Wednesday, January 26th, 2011

One wonders how the state of US, gov’t-funded research into correlations of  murder and mayhem with numbers of guns compares with, say, smoking and tobacco studies at NIH back when The Tobacco Institute was urging surgeons general to shut up about smoking and lung cancer. Or how federal support for greenhouse gas and climate science may soon be faring as Congressional contrarians put their professor-scoffing footprints on the EPA, NSF, DOE, and other tax-money-dependent outfits.

The question comes to mind on reading this morning’s NYTimes and its one-two punch of stories connecting the National Rifle Association and its lobbyists to a dearth of federal research into the impact on public safety by gun control, or for that matter gun encouragement, laws. Writer Michael Luo, who reports often on economic matters, tackled the science of gun control with a mainbar on the general influence of the NRA behind Congressional resistance to funding such research, and a sidebar on the inherent difficulties such studies have in pinning rates at which people are shot to gun controls or their absence.

Luo ( see NYT profile) has been on the Times team covering the mass killing in Arizona that left its apparent prime target, Representative Gabrielle Giffords, gravely wounded. Attempting to read behind the lines, it is a tempting supposition that frustration over the sparse, solid information on public health and gun control led to today’s reports.
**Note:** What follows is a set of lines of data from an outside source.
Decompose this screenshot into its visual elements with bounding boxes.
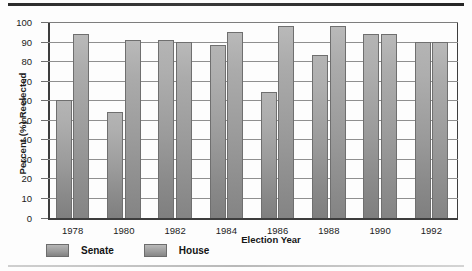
bar-house-1990 xyxy=(381,34,397,218)
y-axis-tick-label: 20 xyxy=(21,173,32,184)
y-axis-tick-label: 0 xyxy=(27,212,32,223)
y-axis-tick: 10 xyxy=(41,198,48,199)
x-axis-tick-label: 1990 xyxy=(370,225,391,236)
y-axis-tick-label: 70 xyxy=(21,75,32,86)
gridline xyxy=(42,22,458,23)
bar-senate-1990 xyxy=(363,34,379,218)
bar-house-1982 xyxy=(176,42,192,218)
y-axis-tick: 30 xyxy=(41,159,48,160)
legend-label-senate: Senate xyxy=(81,245,114,256)
bar-house-1984 xyxy=(227,32,243,218)
y-axis-tick-label: 80 xyxy=(21,56,32,67)
x-axis-tick-label: 1992 xyxy=(421,225,442,236)
bar-house-1980 xyxy=(125,40,141,218)
scan-edge-bottom xyxy=(8,265,464,267)
y-axis-tick-label: 50 xyxy=(21,114,32,125)
bar-house-1992 xyxy=(432,42,448,218)
bar-senate-1986 xyxy=(261,92,277,217)
chart-legend: Senate House xyxy=(46,244,209,257)
bar-senate-1988 xyxy=(312,55,328,217)
y-axis-tick: 100 xyxy=(41,22,48,23)
y-axis-tick: 90 xyxy=(41,42,48,43)
bar-house-1988 xyxy=(330,26,346,218)
plot-area: 0102030405060708090100 19781980198219841… xyxy=(48,22,458,219)
bar-senate-1978 xyxy=(56,100,72,217)
y-axis-tick: 20 xyxy=(41,178,48,179)
legend-swatch-house xyxy=(144,244,167,257)
y-axis-tick-label: 60 xyxy=(21,95,32,106)
y-axis-tick: 80 xyxy=(41,61,48,62)
x-axis-tick-label: 1982 xyxy=(165,225,186,236)
legend-item-house: House xyxy=(144,244,210,257)
y-axis-tick: 50 xyxy=(41,120,48,121)
bar-senate-1984 xyxy=(210,45,226,217)
bar-house-1978 xyxy=(73,34,89,218)
y-axis-tick-label: 100 xyxy=(16,17,32,28)
y-axis-tick: 40 xyxy=(41,139,48,140)
bar-senate-1982 xyxy=(158,40,174,218)
y-axis-tick: 0 xyxy=(41,218,48,219)
x-axis-line xyxy=(48,218,458,220)
legend-swatch-senate xyxy=(46,244,69,257)
bar-senate-1980 xyxy=(107,112,123,218)
x-axis-tick-label: 1980 xyxy=(113,225,134,236)
scan-edge-top xyxy=(8,3,464,6)
y-axis-tick-label: 90 xyxy=(21,36,32,47)
legend-item-senate: Senate xyxy=(46,244,114,257)
bar-house-1986 xyxy=(278,26,294,218)
y-axis-tick-label: 40 xyxy=(21,134,32,145)
chart-figure: Percent (%) Reelected 010203040506070809… xyxy=(0,0,472,271)
y-axis-tick-label: 30 xyxy=(21,153,32,164)
bar-senate-1992 xyxy=(415,42,431,218)
y-axis-tick-label: 10 xyxy=(21,192,32,203)
x-axis-title: Election Year xyxy=(196,234,346,245)
y-axis-tick: 70 xyxy=(41,81,48,82)
legend-label-house: House xyxy=(179,245,210,256)
y-axis-tick: 60 xyxy=(41,100,48,101)
x-axis-tick-label: 1978 xyxy=(62,225,83,236)
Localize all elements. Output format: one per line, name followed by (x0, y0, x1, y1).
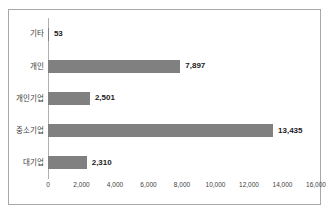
bar (48, 60, 180, 73)
bar-track: 7,897 (48, 50, 321, 82)
x-axis-tick-labels: 02,0004,0006,0008,00010,00012,00014,0001… (48, 182, 316, 196)
bar-chart-figure: 대기업2,310중소기업13,435개인기업2,501개인7,897기타53 0… (0, 0, 330, 214)
bar-track: 2,310 (48, 147, 321, 179)
bar-track: 2,501 (48, 82, 321, 114)
x-tick-label: 16,000 (306, 182, 326, 189)
category-label: 중소기업 (8, 127, 44, 135)
x-tick-label: 4,000 (107, 182, 123, 189)
x-tick-label: 0 (46, 182, 50, 189)
bar-rows-container: 대기업2,310중소기업13,435개인기업2,501개인7,897기타53 (8, 18, 321, 179)
bar-value-label: 13,435 (278, 127, 302, 135)
bar-row: 개인기업2,501 (8, 82, 321, 114)
category-label: 개인 (8, 63, 44, 71)
category-label: 개인기업 (8, 95, 44, 103)
x-tick-label: 6,000 (140, 182, 156, 189)
bar-row: 중소기업13,435 (8, 115, 321, 147)
bar-value-label: 7,897 (185, 62, 205, 70)
bar-track: 53 (48, 18, 321, 50)
x-tick-label: 2,000 (73, 182, 89, 189)
x-tick-label: 10,000 (206, 182, 226, 189)
x-tick-label: 14,000 (273, 182, 293, 189)
category-label: 대기업 (8, 159, 44, 167)
bar (48, 28, 49, 41)
bar-value-label: 53 (54, 30, 63, 38)
x-tick-label: 8,000 (174, 182, 190, 189)
bar-row: 개인7,897 (8, 50, 321, 82)
bar (48, 156, 87, 169)
bar-row: 기타53 (8, 18, 321, 50)
bar-value-label: 2,501 (95, 94, 115, 102)
bar (48, 92, 90, 105)
x-tick-label: 12,000 (239, 182, 259, 189)
bar-value-label: 2,310 (92, 159, 112, 167)
bar-track: 13,435 (48, 115, 321, 147)
bar-row: 대기업2,310 (8, 147, 321, 179)
category-label: 기타 (8, 30, 44, 38)
bar (48, 124, 273, 137)
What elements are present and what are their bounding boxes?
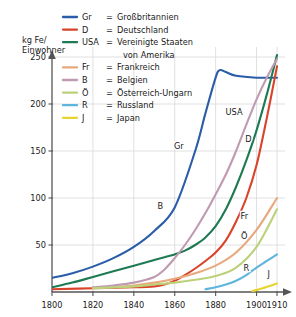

One may, by the way, expect to see a small item on the sidebar soon – in the Times’s corrections box. Today’s story identifies  one source, columnist and UCLA-trained economist John R. Lott, as a University of Chicago professor.  He is author of a book asserting that the more people carry legal  weapons, the less crime there tends to be. Lott has done a great deal of academic work but he’s not listed on the Chicago faculty (hat tip to ksjt reader and Phil. Inquirer reporter Tom Avril for expressing doubt on that score).